By Dan Kennedy • The press, politics, technology, culture and other passions

Romney’s assault on free speech

I’m no expert on Iranian politics, so maybe I was wrong about former president Mohammed Khatami. I’d always thought he was a somewhat pro-Western reformer, albeit one who was gutless enough to do nothing when his enemies thwarted his agenda and jailed his supporters. (Not that the president of Iran is anything more than a front man for the theocrats who actually run the country.)

But the Boston Globe’s Jeff Jacoby, writing yesterday, and the Boston Herald’s Brent Arends, following up today, note that Khatami helped create and continues to praise Hezbollah.
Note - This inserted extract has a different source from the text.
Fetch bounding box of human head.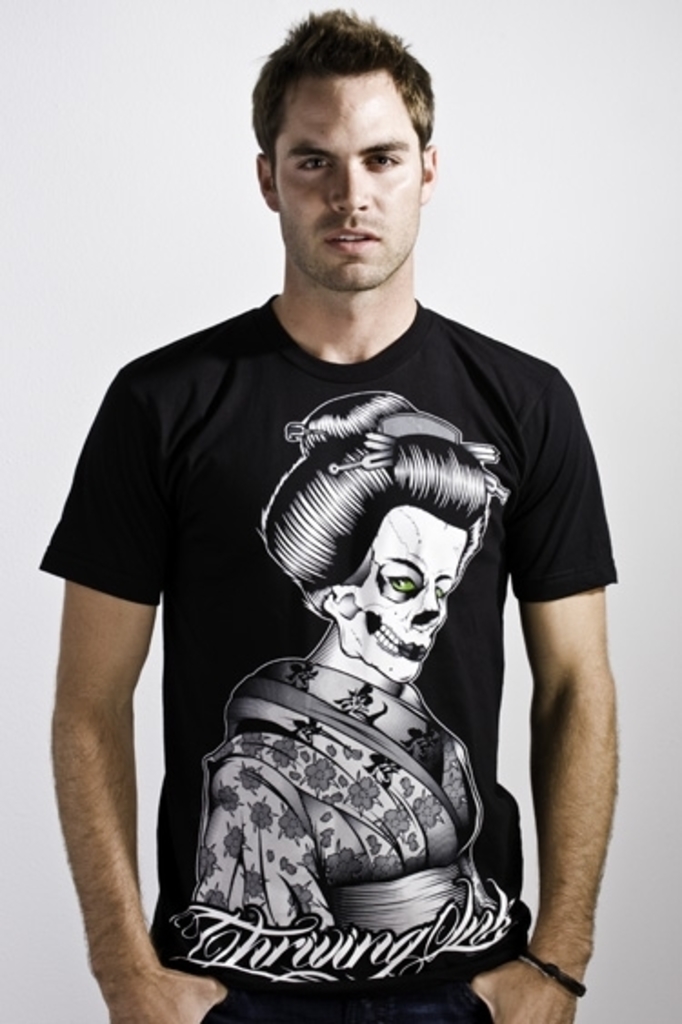
Bbox: box(264, 382, 502, 686).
Which shows that, as Ronald Reagan learned in the 1980s, the phrase “Iranian moderate” is something of an oxymoron.

Still, the State Department has paved the way for Khatami to visit the United States, and Harvard has invited him to speak. So for Gov. Mitt Romney to refuse to provide State Police protection amounts to something of an assault on Khatami’s right to speak, since Khatami is obviously someone who will be in dire need of protection during his time here. There’s more than a whiff of hypocrisy here as well. As Channel 4’s Jon Keller observes, “The governor had no qualms about chowing down with and paying for police escorts for Chinese Premier Wen Jiabao during his visit here in 2003. Isn’t China a major-league human-rights violator, or have I missed something?”

Good for Mayor Tom Menino for offering the Boston police as a substitute.
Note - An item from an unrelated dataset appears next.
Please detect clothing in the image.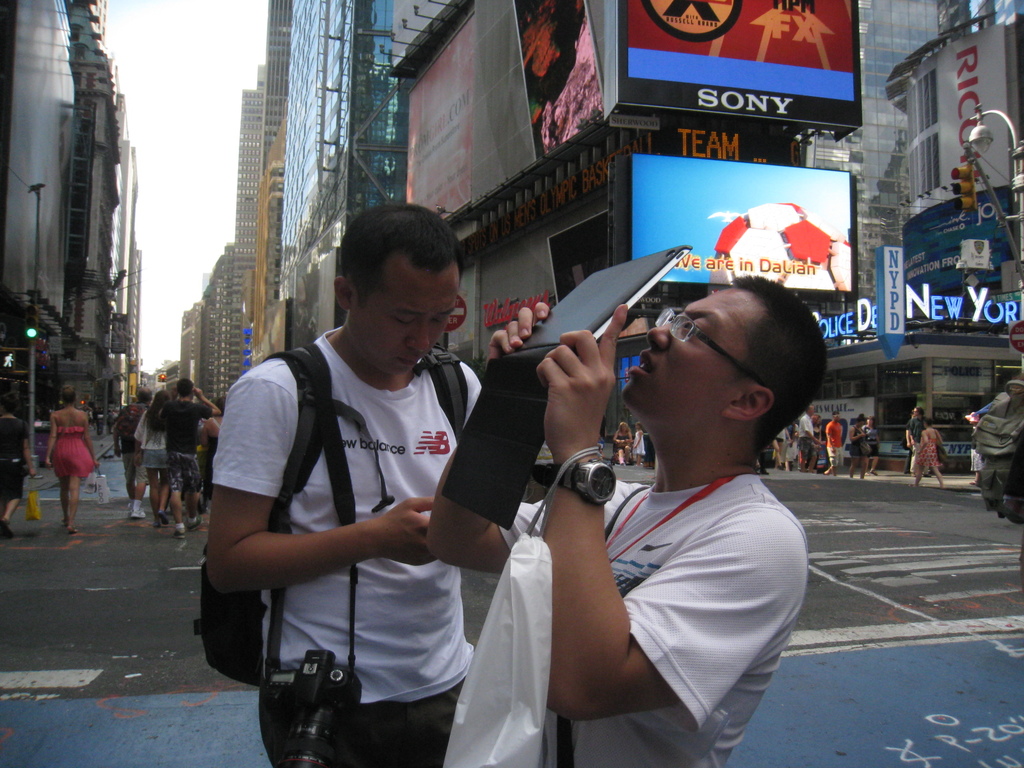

What precisely is to be gained by trying to silence Khatami? The Kennedy School’s Graham Allison tells the Globe that he will insist that Khatami answer his successor’s call for “wiping Israel off the map.” That’s a yes-or-no question that’s worth hearing the answer to.

Please note that I’m not saying that inviting Khatami to Harvard is a great idea. Marty Peretz, a Harvard professor and co-owner of The New Republic, tells the Crimson:

[Khatami is] “a front for a despicable dictatorial regime” and that the event would not provide an opportunity to rigorously challenge the former leader.
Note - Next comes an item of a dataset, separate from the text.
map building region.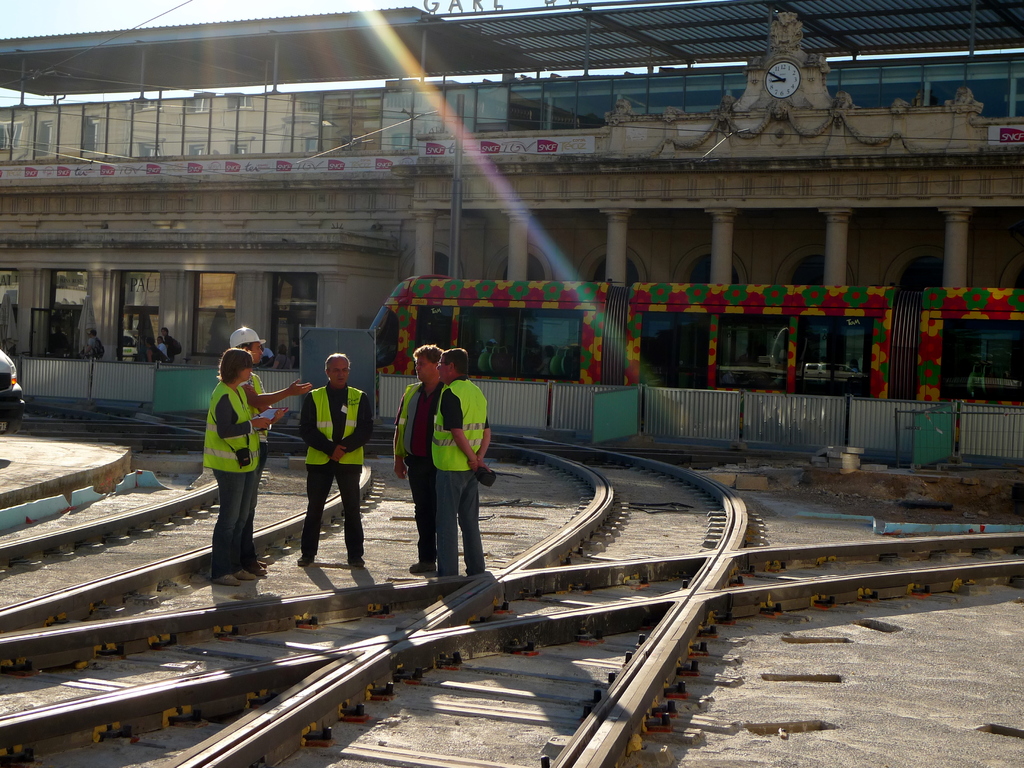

“Why don’t they invite him to a tough seminar?” he said, adding that he believes the often-crowded question-and-answer sessions at the John F. Kennedy Jr. Forum are “bullshit.”

Peretz may be right. We’ll see. Certainly Harvard and Kennedy School officials know that the public is counting on them to demand some accountability from Khatami.

Nevertheless, it’s easy to imagine some good coming of this. Even if the “moderate” label doesn’t really fit, Khatami is known to be a bitter enemy of the current Iranian president, Mahmoud Ahmadinejad, a hardliner who denies that the Holocaust took place and who is the public face of Iran’s efforts to build a nuclear bomb. Unsavory though Khatami might be, bolstering his prestige could hurt Ahmadinejad. No doubt that’s why the State Department is bringing Khatami over here.

But all of this is really beside the point. Romney has an obligation to provide security for a controversial speaker so that he can exercise his First Amendment rights — rights that neither Khatami nor anyone else possesses in his own country. As the Globe editorializes today:

Romney saw fit to declare that the Kennedy School’s invitation to Khatami is “a disgrace to the memory of all Americans who have lost their lives at the hands of extremists.” The kindest thing to say about this denunciation of Harvard’s devotion to active and open dialogue is that it illustrates the crucial difference between political thinking and the real thing.

Romney may have “a genius for free PR,” as the Phoenix’s Adam Reilly writes. Unfortunately, crowd-pleasing assaults on free speech play well with the conservative voters whom the governor is courting in his pandering campaign for president.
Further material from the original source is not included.